Early 1930's they say. Who'd have thought? Obviously this pre-dates the Bills' 1940's GI Joe cut and just shows that there is no 'traditional' cut set in stone for these things. In fact this early '30's cut is closer to the Ivy Boom years kind of slimmed-down cut than the baggy Bills look.
Interesting!
That was all a part of The Look & was accepted as such. Many other shirts as you say were cut closer to the body, Troy, Sero, Hathaway, etc., but Brooks was THE shirt. And very few people had them.
English copies of American shirts all lack the full cut (I think) which probably shows where mainstream Anglo taste in shirt fit lies. Certainly Ben Sherman's copies of the shirts he bought from John Simons' Squire and Ivy Shops all had (& still have today) a much trimmer cut than the American originals.

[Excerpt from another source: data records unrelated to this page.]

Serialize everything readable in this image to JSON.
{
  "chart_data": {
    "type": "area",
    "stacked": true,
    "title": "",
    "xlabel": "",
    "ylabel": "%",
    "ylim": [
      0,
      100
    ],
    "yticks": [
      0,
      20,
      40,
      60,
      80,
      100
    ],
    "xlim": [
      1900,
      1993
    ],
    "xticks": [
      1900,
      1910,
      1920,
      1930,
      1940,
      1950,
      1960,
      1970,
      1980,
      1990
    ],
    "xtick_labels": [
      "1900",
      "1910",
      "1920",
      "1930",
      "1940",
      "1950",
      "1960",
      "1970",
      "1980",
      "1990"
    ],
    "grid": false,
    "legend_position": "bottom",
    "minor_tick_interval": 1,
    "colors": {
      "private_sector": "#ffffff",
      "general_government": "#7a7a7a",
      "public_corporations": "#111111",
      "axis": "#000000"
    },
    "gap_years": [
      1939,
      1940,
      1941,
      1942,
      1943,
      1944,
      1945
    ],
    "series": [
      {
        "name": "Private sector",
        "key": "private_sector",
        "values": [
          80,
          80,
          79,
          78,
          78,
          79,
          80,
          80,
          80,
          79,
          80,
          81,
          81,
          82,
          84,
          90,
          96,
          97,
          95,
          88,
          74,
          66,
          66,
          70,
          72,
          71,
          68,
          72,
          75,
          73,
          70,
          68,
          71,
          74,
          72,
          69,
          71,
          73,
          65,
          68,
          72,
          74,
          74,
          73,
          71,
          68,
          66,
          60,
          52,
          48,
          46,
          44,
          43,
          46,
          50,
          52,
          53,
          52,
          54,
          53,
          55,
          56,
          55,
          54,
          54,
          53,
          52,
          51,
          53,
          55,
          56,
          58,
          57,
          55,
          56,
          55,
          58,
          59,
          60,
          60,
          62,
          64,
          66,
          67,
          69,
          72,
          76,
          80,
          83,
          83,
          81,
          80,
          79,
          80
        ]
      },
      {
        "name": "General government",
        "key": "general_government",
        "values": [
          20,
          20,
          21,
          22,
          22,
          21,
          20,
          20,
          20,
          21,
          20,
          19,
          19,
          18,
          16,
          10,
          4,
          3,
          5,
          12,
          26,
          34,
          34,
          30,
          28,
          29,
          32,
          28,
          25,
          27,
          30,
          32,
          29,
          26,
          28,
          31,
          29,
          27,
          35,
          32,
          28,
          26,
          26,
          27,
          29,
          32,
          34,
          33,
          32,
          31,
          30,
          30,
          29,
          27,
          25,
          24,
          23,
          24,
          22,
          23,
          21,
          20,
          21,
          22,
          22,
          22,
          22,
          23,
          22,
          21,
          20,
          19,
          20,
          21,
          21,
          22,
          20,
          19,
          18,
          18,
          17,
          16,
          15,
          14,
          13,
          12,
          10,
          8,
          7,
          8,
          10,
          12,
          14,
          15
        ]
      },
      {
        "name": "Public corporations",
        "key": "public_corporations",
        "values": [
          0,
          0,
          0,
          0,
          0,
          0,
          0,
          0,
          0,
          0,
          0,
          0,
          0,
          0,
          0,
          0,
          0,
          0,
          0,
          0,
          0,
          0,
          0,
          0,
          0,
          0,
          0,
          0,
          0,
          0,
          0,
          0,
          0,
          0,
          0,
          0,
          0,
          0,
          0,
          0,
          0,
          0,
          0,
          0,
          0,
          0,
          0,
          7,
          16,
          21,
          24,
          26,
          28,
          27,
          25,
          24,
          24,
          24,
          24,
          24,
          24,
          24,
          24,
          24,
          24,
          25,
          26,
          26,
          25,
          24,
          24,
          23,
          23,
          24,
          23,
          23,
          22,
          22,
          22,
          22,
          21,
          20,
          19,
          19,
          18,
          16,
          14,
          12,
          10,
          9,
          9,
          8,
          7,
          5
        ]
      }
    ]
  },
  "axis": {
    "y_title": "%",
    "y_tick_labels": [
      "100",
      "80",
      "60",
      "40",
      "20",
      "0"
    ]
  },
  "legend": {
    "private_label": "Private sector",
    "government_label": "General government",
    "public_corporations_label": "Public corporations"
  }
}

J. Simons and The Ivy Shop used to sell an imported 100% cotton, USA made, OCBD called "Geoffrey Scott" (amongst many others) which was totally US, but the cut & collar were slimmed-down making them more Anglo-friendly. They used to be the 'entry-level' US OCBD at JS in our eyes. A sign that you had gone up a notch in the style was that your shirts got fuller and the collars had more roll.
I mail ordered my first ones from Brooks within days of my first visit to JS. The dollar was around 1.64 back then.
J.
Last edited by Russell_Street (2008-05-25 02:00:52)
The trou. were never baggy over here, nor the jackets, but the shirts could be to show off their imported status I think. Trou. & jackets were not super slim either - They just used to fit.
In the US I'd question the baggy trou. & jacket look as being another OPH creation. TNSIL as I knew it in the US used to fit the wearer.